Archive for October, 2014

African Safari 3-D

October 5, 2014
Not a postcard, not a trunk call... nothing! Our hosts get (fortunately) overlooked in this close call in 'African Safari 3-D'.

Not a postcard, not a trunk call… nothing!
Our hosts get (fortunately) overlooked in this dramatically close encounter in ‘African Safari 3-D’.

An Active3D review
Film: African Safari 3-D
Rating: (out of 5)

Experience Africa’s wildlife up-close – really up-close – without risking life and limb, without getting sweaty, and without getting nasty bugs in your hair. That’s the appeal of this 3-D documentary, and on that level, it delivers unfailingly.

The film’s director, Ben Stassen, has involved himself largely with the production and direction of whizz-bang animated shorts for exhibition in “4-D” motion-enhanced fairground rides (such as those that South Africans have experienced at Gold Reef City’s theme park).

In later years, he and his Belgian production outfit, nWave, have expanded into animated theatrical features, but he returns here to a subject that he covered in a 2005 short film; the safari.

This feature-length trek into the wilderness kicks off in the sand dunes of Namibia, meanders through Botswana, stops off at a couple of spots in Zambia, and finally makes quite a meal of Tanzania, which seems to be a haven for wildlifers. Our hosts are the South African “Lion Whisperer” Kevin Richardson and the Kenyan-born Mara Douglas Hamilton, whose field of expertise is the African elephant. The duo also provides the film’s voice-over narration and general chit-chat, and this is the project’s weakest area. Much as I have nothing but the hugest respect for Richardson and his work, movie narration will never be his thing, and he should never have been thrust into that role.  His flattened vowels convert “wildlife” to “warldlarf”, and the accent is quite disconcerting for this South African who has always tried his level best to respect the Queen’s English and avoid the pitfalls of Sarth-Efrikan-speak. Maybe audiences in other countries will find it charming or quaint, but I found it distressing to have our boere-brogue thrust at us from the big screen. The banter that he and his co-host enjoy throughout the film is also banal, off-putting, and sometimes unintentionally comical.

Please don’t misunderstand me: I think that both of these people have taken gigantic strides in increasing our understanding of Africa’s wild animals, and directing international attempts at wildlife preservation. It’s just that the producers should’ve found stronger scriptwriters (well, someone such as yours truly, for example), and given the task of narration to someone with authority and masterful diction (Jeremy Irons, perhaps?).

That said, the film’s 3-D visuals are truly spectacular, and it’s safe to say that you’ll probably never get this close to wild animals without (a) losing life or limb, or (b) soiling your smalls.

Lions brush past the 3-D camera, so close that you’ll believe you can smell the sand on their coats, and – in one particularly showy sequence, an elephant thrusts his (or her) trunk way out of the screen frame and deep into cinema-space.

Some shots in hyperstereo (i.e. with the Left and Right-Eye cameras placed unusually far from one another) are quite distracting and unrealistic. A recurring such shot, for example, is one taken from the front of the safari vehicle, showing our two adventurers.  The 3-D here is horribly exaggerated, as is the opening shot, in which a computer graphic of the earth makes our planet bulge towards us like the long end of an egg. Finally, in the bad egg department, the film embarrasses itself with some “climate change” prattle (hopefully not lots of it) that will even look silly in the near future, which is where it casts its predictions.

That said, this is an eye-filling document of probably the only decent thing that our sorry continent has to offer; its majestic wild animals; creatures that we need to treasure and protect.  The film doesn’t linger long on any one topic or animal, and is thus short on detailed information. It is, however, a good overall picture (and a stereoscopic one at that) of the majesty that roams upon African soil. Which makes a damn pleasant change from the tyranny that rules it.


> [What the task requires]: Whatever appears in the records, retype it exactly, except for the pictures.

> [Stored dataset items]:
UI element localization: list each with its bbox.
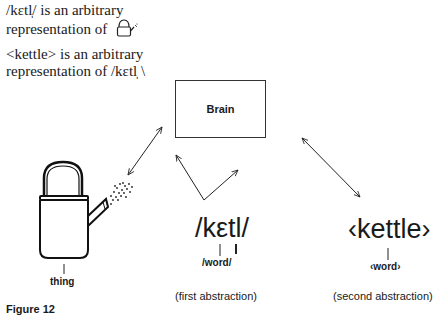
kettle-icon (40, 162, 108, 258)
figure-caption: Figure 12 (6, 303, 55, 315)
first-abstraction-label: /word/ (202, 257, 231, 268)
arrow-brain-thing (128, 127, 162, 175)
second-abstraction-symbol: ‹kettle› (348, 214, 431, 244)
second-abstraction-label: ‹word› (370, 261, 401, 272)
steam-dots (110, 182, 133, 205)
first-abstraction-symbol: /kεtl/ (195, 213, 249, 243)
second-abstraction-caption: (second abstraction) (333, 290, 433, 302)
first-abstraction-caption: (first abstraction) (175, 290, 257, 302)
thing-label: thing (50, 276, 74, 287)
arrow-brain-first (176, 155, 238, 200)
arrow-brain-second (302, 138, 360, 197)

> [Solution]:
UI element localization: list each with its bbox.
kettle-icon (40, 162, 108, 258)
figure-caption: Figure 12 (6, 303, 55, 315)
first-abstraction-label: /word/ (202, 257, 231, 268)
arrow-brain-thing (128, 127, 162, 175)
second-abstraction-symbol: ‹kettle› (348, 214, 431, 244)
second-abstraction-label: ‹word› (370, 261, 401, 272)
steam-dots (110, 182, 133, 205)
first-abstraction-symbol: /kεtl/ (195, 213, 249, 243)
second-abstraction-caption: (second abstraction) (333, 290, 433, 302)
first-abstraction-caption: (first abstraction) (175, 290, 257, 302)
thing-label: thing (50, 276, 74, 287)
arrow-brain-first (176, 155, 238, 200)
arrow-brain-second (302, 138, 360, 197)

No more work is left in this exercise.